"River--" He wakes calling her name and gets a mouthful of muck for his trouble.

Simon rolls onto his back--too fast--and the world revolves around him. And not in a good way. The gritty foulness in his mouth and nostrils makes him choke and then retch. Another fast twist and he spews thin sooty bile into the gutter.

The gutter. That's where he's woken. He wishes it was the first. No, scratch that; he wishes it's the last. But probably not. Why is it that clandestine so often has to be filthy as well?

Sitting up, he pats his pockets, still numb and sickened. At least they seem to have left him with his ident card this time, whoever ithey/i are. Best not to ask, he's learned. He's always been a quick study. Though not, he reflects ruefully, quite quick enough.
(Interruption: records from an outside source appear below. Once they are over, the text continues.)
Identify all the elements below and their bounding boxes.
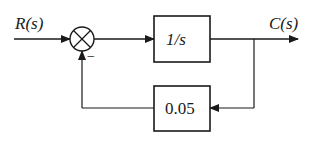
forward-block-label: 1/s: [166, 31, 186, 48]
summing-junction: [70, 27, 94, 51]
diagram-lines: [0, 0, 314, 144]
output-signal-label: C(s): [269, 15, 298, 32]
input-signal-label: R(s): [15, 15, 43, 32]
block-diagram: R(s) C(s) − 1/s 0.05: [0, 0, 314, 144]
feedback-block-label: 0.05: [165, 100, 195, 117]
feedback-sign-label: −: [87, 50, 95, 64]
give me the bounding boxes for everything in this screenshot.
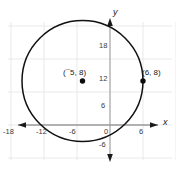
coordinate-plane-svg xyxy=(0,0,176,169)
x-axis-label: x xyxy=(163,118,168,127)
y-tick-label-neg6: -6 xyxy=(99,141,106,149)
grid-lines xyxy=(8,22,176,160)
center-point-marker xyxy=(80,78,85,83)
y-tick-label-6: 6 xyxy=(101,102,105,110)
y-tick-label-12: 12 xyxy=(99,75,107,83)
y-tick-label-18: 18 xyxy=(99,42,107,50)
x-tick-label-6: 6 xyxy=(139,128,143,136)
center-point-label: (¯5, 8) xyxy=(63,69,86,77)
y-axis-label: y xyxy=(113,8,118,17)
x-tick-label-zero: 0 xyxy=(104,128,108,136)
y-axis xyxy=(107,18,113,162)
x-tick-label-neg18: -18 xyxy=(3,128,14,136)
x-tick-label-neg6: -6 xyxy=(69,128,76,136)
circle-point-marker xyxy=(140,78,145,83)
graph-canvas: -18 -12 -6 0 6 18 12 6 -6 y x (¯5, 8) (6… xyxy=(0,0,176,169)
x-tick-label-neg12: -12 xyxy=(36,128,47,136)
circle-point-label: (6, 8) xyxy=(142,69,161,77)
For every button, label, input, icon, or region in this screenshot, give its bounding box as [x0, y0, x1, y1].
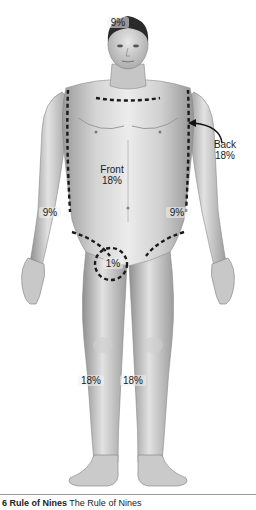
head-label: 9% [107, 17, 129, 28]
left-leg-label: 18% [78, 375, 104, 386]
back-label: Back 18% [210, 139, 240, 161]
right-arm-label: 9% [166, 207, 188, 218]
right-leg [129, 250, 174, 462]
front-label-value: 18% [96, 175, 128, 186]
right-foot [138, 455, 187, 486]
caption-divider [0, 494, 256, 495]
left-hand [22, 258, 45, 304]
left-leg [82, 250, 127, 462]
caption-text: The Rule of Nines [69, 498, 141, 508]
back-label-name: Back [210, 139, 240, 150]
left-arm-label: 9% [39, 207, 61, 218]
right-leg-label: 18% [120, 375, 146, 386]
genitals-label: 1% [103, 258, 123, 269]
right-hand [211, 258, 234, 304]
caption-prefix: 6 Rule of Nines [2, 498, 67, 508]
front-label: Front 18% [96, 164, 128, 186]
figure-caption: 6 Rule of Nines The Rule of Nines [2, 498, 256, 510]
back-label-value: 18% [210, 150, 240, 161]
front-label-name: Front [96, 164, 128, 175]
left-foot [69, 455, 118, 486]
Blood and other best-left-unnamed fluids drip from his straight, fine hair, black in the sulfur colored street light. Simon touches with ginger fingers and finds a gash in his scalp, tender to the touch, but not too worrisome. He looks at his chrono. Or really, the pale place where his chrono had been.

Damn it.

It had been a graduation present from his parents. Aside from any sentimental value, it was worth nearly four hundred cred to a even half-reputable dealer. Probably less half that, here in the black, but still. He needs that money. If it'll get River back, he'll hock every stick and fragment he owns.

But first things first.

LOC-unknown. In the black-out zone, there are few ways to mark time. Buried beneath the cities that spawned them like bastard children, the black overhead never changes to mark dawn or midday. The pirated electricity and neon never varies except during the brown-outs when current is rerouted just ahead of the city officials' cutting them off. So he might have been lying in this gutter for only moments or more than a day. Although if it had been that long, someone would inevitably rolled him for his ident card. So...not long.

"My name is Simon Tam," he murmurs aloud. He doesn't have to lower his voice; none of the whores, bully-boys, pimps, dealers, or skulking 'businessmen' that populate these dark streets is going to give him a second glance. Not now, his fine clothes marinated in who-knows-what and ruined, a thin trickle of blood running down his cold face. If he had money, it's surely gone now, and that means he's useless to them, expendable, a hundred like him waking in gutters and alleys all over the sector. He remembers Gemma telling him that some of the younger (read: stupider) rakes of well-to-do families come down to the black-out zones on a lark, to drink and gamble and whore in the lowest dives they can find.

He's been in some of those dives, following a slender thread of hope, rather than dissolution. The only conclusion he's come to is those boys are plain stupid or crazy, because from moment to moment, there's never a time he doesn't wish he's anywhere but here. He can't remember the last time he didn't feel cold, didn't feel afraid. Not just because he's thrown away a promising medical career and a comfortable life, not just because this world is nothing like the one he's come from and he's never been so utterly out of his depth, and not just because he's convinced that any one of these sordid, filthy brigands is going to kill him any second. No. In the larger scheme of things, these are trivial considerations, which is why he can keep pushing forward, reckless, his path lit by the light of the bridges burning brightly behind. But the possibility of failure...

They're hurting us. Get me out. That's what River's letters were trying to tell him, all that time. All that wasted time. All the gibberish that his parents had dismissed as another of River's flights of fancy. They're hurting us.

The thought of someone hurting her turns him sick and angry, an incoherent and towering rage like nothing in his cool, calm and ordered life. Next to it, even his passion for medicine is merely a candle flame, pallid and unconsuming. River. Brilliant, beautiful, occasionally exasperating, River.

His hands fist, and the spike of his pulse sends hammers of pain through his aching head. He carefully unmakes his fists and cups his face in his hands. He wonders if he's going to be sick again. Wonders if there's anything left in his stomach to throw up. He can't remember the last time he ate.

That worries him. The crack on his skull could mean that he's concussed. He repeats his name, the date, the names of the Alliance heads. It all comes, fast and sure. He looks around again, and amidst convincing himself that he's not seeing double, it occurs to him that maybe he should get out of the gutter.

He needs to figure out the time; now that he's opened the gates, all his memory comes flooding back, and he has a meeting. If it's real. If it's not too late.